Vocabulary?

In high school, students are actively and consciously taught new vocabulary through a variety of methods – quizzes being the most obvious. I remember receiving extra credit on my essays whenever I incorporated words we had recently learned. Of course, the situation changes in college – students are expected to expand their vocabulary on their own, with the exception of discipline-specific terminology.

I am a little concerned about this. Often when I am working with students on their essays, I find that they have more clarity when they explain things to me themselves in regular conversational English. In these cases I tell them that they should “simply” write what they said because it is so much clearer. Although this kind of clarity and vocabulary aren’t the same thing, couldn’t the upshot be that I am asking students to limit their experimentation with more challenging verbal styles?

How do we encourage students to become more sophisticated writers, rather than better basic writers? How do college students learn to become familiar and competent with SAT and GRE type words as well as with jargon? I am afraid that by striving for clarity with my students I may be sacrificing the learning that comes from awkwardly trying out a new phrase or “big” word.

What’s better?

I recently conducted an editing workshop where I doggedly tried to drive home the point that writing needs to be done in stages and that students should never hand in a first draft (unless a teacher specifically asks for it), etc. We were discussing ways of making sentences better and a student said that she didn’t like messing around with her writing after her first attempt. How you know if what you’re doing is “better”? How do you know you’re not making it worse?

I realized that a lot of what I try to impart to students is something that comes naturally to me. I don’t spend a lot of time thinking consciously about my own editing decisions. I chock up the beautiful and complex prose that you are now sampling to instinct. But where does it come from? How do I make value judgments about my own writing? I know “good writing” when I see, and yet I also know that’s not a good enough answer.

I told the class what I have always been told and what I also believe to be true: better writing and editing are developed over time through reading habits. I encouraged them to read as much as possible of all sorts of materials, from sports pages, and ad copy to novels. I also suggested that they read academic articles and text books out loud every once in a while.

Of course, better writing is not necessarily entirely elusive or subjective. I know that there are guidebooks about style that would probably benefit both me and my students. In fact, as I write this, I am aware that underneath a pile of papers is a book I have been meaning to read for a month: Stunning Sentences by Bruce Ross-Larson from the Effective Writing Series. Perhaps therein lies a “better” answer to this student’s question?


Work instructions: Repeat every line of the data exactly; the pictures stay out.

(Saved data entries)

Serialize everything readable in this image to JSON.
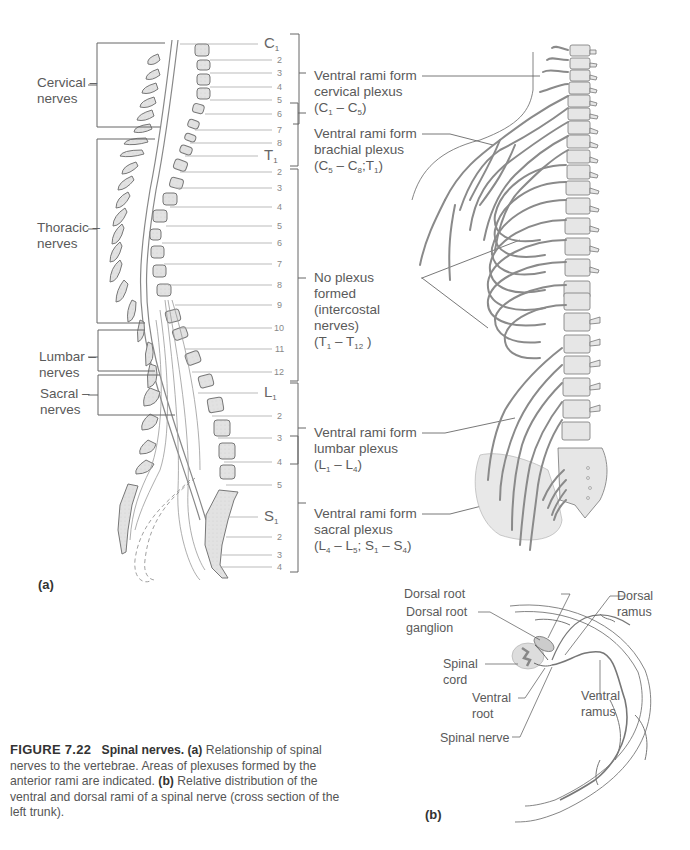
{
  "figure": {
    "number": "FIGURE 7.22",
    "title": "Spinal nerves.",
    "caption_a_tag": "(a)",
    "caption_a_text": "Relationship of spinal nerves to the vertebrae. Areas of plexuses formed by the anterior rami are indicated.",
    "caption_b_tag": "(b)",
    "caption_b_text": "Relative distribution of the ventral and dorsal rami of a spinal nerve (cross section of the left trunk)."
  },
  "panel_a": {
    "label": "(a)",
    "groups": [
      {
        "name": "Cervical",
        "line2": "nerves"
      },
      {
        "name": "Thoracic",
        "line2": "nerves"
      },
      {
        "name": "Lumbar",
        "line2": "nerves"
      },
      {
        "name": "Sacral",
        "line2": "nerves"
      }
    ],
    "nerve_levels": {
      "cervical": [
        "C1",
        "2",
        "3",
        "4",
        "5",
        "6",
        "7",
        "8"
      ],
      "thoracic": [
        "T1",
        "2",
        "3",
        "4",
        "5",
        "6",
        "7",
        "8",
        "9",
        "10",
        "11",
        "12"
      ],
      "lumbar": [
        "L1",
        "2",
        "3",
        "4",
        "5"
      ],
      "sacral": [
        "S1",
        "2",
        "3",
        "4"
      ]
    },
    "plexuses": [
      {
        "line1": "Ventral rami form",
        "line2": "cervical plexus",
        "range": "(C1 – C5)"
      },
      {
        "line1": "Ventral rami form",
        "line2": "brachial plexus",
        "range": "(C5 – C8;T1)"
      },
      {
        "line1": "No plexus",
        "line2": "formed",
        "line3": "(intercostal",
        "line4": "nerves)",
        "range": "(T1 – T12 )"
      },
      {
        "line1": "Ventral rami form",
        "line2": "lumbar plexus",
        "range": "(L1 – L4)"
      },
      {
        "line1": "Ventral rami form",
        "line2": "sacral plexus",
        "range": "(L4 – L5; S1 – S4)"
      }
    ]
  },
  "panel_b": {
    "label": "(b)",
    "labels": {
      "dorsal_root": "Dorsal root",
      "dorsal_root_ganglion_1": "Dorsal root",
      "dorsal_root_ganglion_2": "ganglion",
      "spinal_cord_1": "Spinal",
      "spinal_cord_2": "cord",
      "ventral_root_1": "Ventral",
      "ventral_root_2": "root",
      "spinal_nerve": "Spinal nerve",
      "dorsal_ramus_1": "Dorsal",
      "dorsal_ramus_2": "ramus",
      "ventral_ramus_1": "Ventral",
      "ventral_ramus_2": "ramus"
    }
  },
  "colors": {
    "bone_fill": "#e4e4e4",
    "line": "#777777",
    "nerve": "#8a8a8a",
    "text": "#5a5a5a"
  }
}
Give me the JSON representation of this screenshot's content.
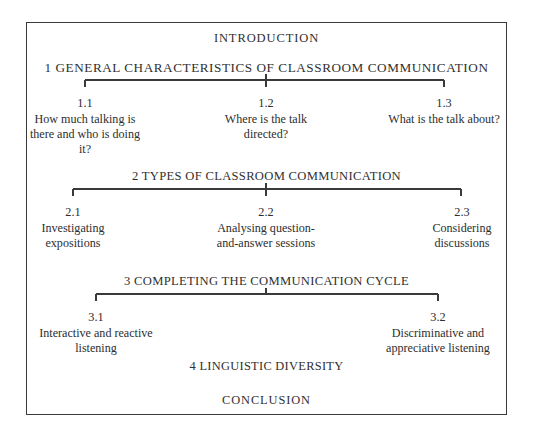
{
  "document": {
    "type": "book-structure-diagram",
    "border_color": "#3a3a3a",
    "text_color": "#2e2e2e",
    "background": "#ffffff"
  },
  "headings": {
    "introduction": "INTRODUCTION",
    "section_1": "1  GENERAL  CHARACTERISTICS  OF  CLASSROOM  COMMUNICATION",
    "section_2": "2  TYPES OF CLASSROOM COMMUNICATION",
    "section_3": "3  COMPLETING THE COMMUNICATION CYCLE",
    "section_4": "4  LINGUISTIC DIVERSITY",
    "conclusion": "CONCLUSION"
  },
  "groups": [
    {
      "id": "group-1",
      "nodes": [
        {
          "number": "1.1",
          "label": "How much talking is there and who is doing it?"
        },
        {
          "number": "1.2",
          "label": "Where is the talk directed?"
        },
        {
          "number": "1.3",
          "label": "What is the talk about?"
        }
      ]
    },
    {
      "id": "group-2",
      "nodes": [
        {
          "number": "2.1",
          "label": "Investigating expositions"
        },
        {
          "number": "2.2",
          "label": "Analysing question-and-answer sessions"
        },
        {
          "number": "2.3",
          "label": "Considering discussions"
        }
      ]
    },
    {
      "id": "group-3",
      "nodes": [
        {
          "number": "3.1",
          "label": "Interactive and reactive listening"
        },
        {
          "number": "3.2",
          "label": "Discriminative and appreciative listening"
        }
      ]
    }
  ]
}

Worked solution:
Serialize everything readable in this image to JSON.
{
  "figure": {
    "number": "FIGURE 7.22",
    "title": "Spinal nerves.",
    "caption_a_tag": "(a)",
    "caption_a_text": "Relationship of spinal nerves to the vertebrae. Areas of plexuses formed by the anterior rami are indicated.",
    "caption_b_tag": "(b)",
    "caption_b_text": "Relative distribution of the ventral and dorsal rami of a spinal nerve (cross section of the left trunk)."
  },
  "panel_a": {
    "label": "(a)",
    "groups": [
      {
        "name": "Cervical",
        "line2": "nerves"
      },
      {
        "name": "Thoracic",
        "line2": "nerves"
      },
      {
        "name": "Lumbar",
        "line2": "nerves"
      },
      {
        "name": "Sacral",
        "line2": "nerves"
      }
    ],
    "nerve_levels": {
      "cervical": [
        "C1",
        "2",
        "3",
        "4",
        "5",
        "6",
        "7",
        "8"
      ],
      "thoracic": [
        "T1",
        "2",
        "3",
        "4",
        "5",
        "6",
        "7",
        "8",
        "9",
        "10",
        "11",
        "12"
      ],
      "lumbar": [
        "L1",
        "2",
        "3",
        "4",
        "5"
      ],
      "sacral": [
        "S1",
        "2",
        "3",
        "4"
      ]
    },
    "plexuses": [
      {
        "line1": "Ventral rami form",
        "line2": "cervical plexus",
        "range": "(C1 – C5)"
      },
      {
        "line1": "Ventral rami form",
        "line2": "brachial plexus",
        "range": "(C5 – C8;T1)"
      },
      {
        "line1": "No plexus",
        "line2": "formed",
        "line3": "(intercostal",
        "line4": "nerves)",
        "range": "(T1 – T12 )"
      },
      {
        "line1": "Ventral rami form",
        "line2": "lumbar plexus",
        "range": "(L1 – L4)"
      },
      {
        "line1": "Ventral rami form",
        "line2": "sacral plexus",
        "range": "(L4 – L5; S1 – S4)"
      }
    ]
  },
  "panel_b": {
    "label": "(b)",
    "labels": {
      "dorsal_root": "Dorsal root",
      "dorsal_root_ganglion_1": "Dorsal root",
      "dorsal_root_ganglion_2": "ganglion",
      "spinal_cord_1": "Spinal",
      "spinal_cord_2": "cord",
      "ventral_root_1": "Ventral",
      "ventral_root_2": "root",
      "spinal_nerve": "Spinal nerve",
      "dorsal_ramus_1": "Dorsal",
      "dorsal_ramus_2": "ramus",
      "ventral_ramus_1": "Ventral",
      "ventral_ramus_2": "ramus"
    }
  },
  "colors": {
    "bone_fill": "#e4e4e4",
    "line": "#777777",
    "nerve": "#8a8a8a",
    "text": "#5a5a5a"
  }
}
Give me the JSON representation of this screenshot's content.
{
  "document": {
    "type": "book-structure-diagram",
    "border_color": "#3a3a3a",
    "text_color": "#2e2e2e",
    "background": "#ffffff"
  },
  "headings": {
    "introduction": "INTRODUCTION",
    "section_1": "1  GENERAL  CHARACTERISTICS  OF  CLASSROOM  COMMUNICATION",
    "section_2": "2  TYPES OF CLASSROOM COMMUNICATION",
    "section_3": "3  COMPLETING THE COMMUNICATION CYCLE",
    "section_4": "4  LINGUISTIC DIVERSITY",
    "conclusion": "CONCLUSION"
  },
  "groups": [
    {
      "id": "group-1",
      "nodes": [
        {
          "number": "1.1",
          "label": "How much talking is there and who is doing it?"
        },
        {
          "number": "1.2",
          "label": "Where is the talk directed?"
        },
        {
          "number": "1.3",
          "label": "What is the talk about?"
        }
      ]
    },
    {
      "id": "group-2",
      "nodes": [
        {
          "number": "2.1",
          "label": "Investigating expositions"
        },
        {
          "number": "2.2",
          "label": "Analysing question-and-answer sessions"
        },
        {
          "number": "2.3",
          "label": "Considering discussions"
        }
      ]
    },
    {
      "id": "group-3",
      "nodes": [
        {
          "number": "3.1",
          "label": "Interactive and reactive listening"
        },
        {
          "number": "3.2",
          "label": "Discriminative and appreciative listening"
        }
      ]
    }
  ]
}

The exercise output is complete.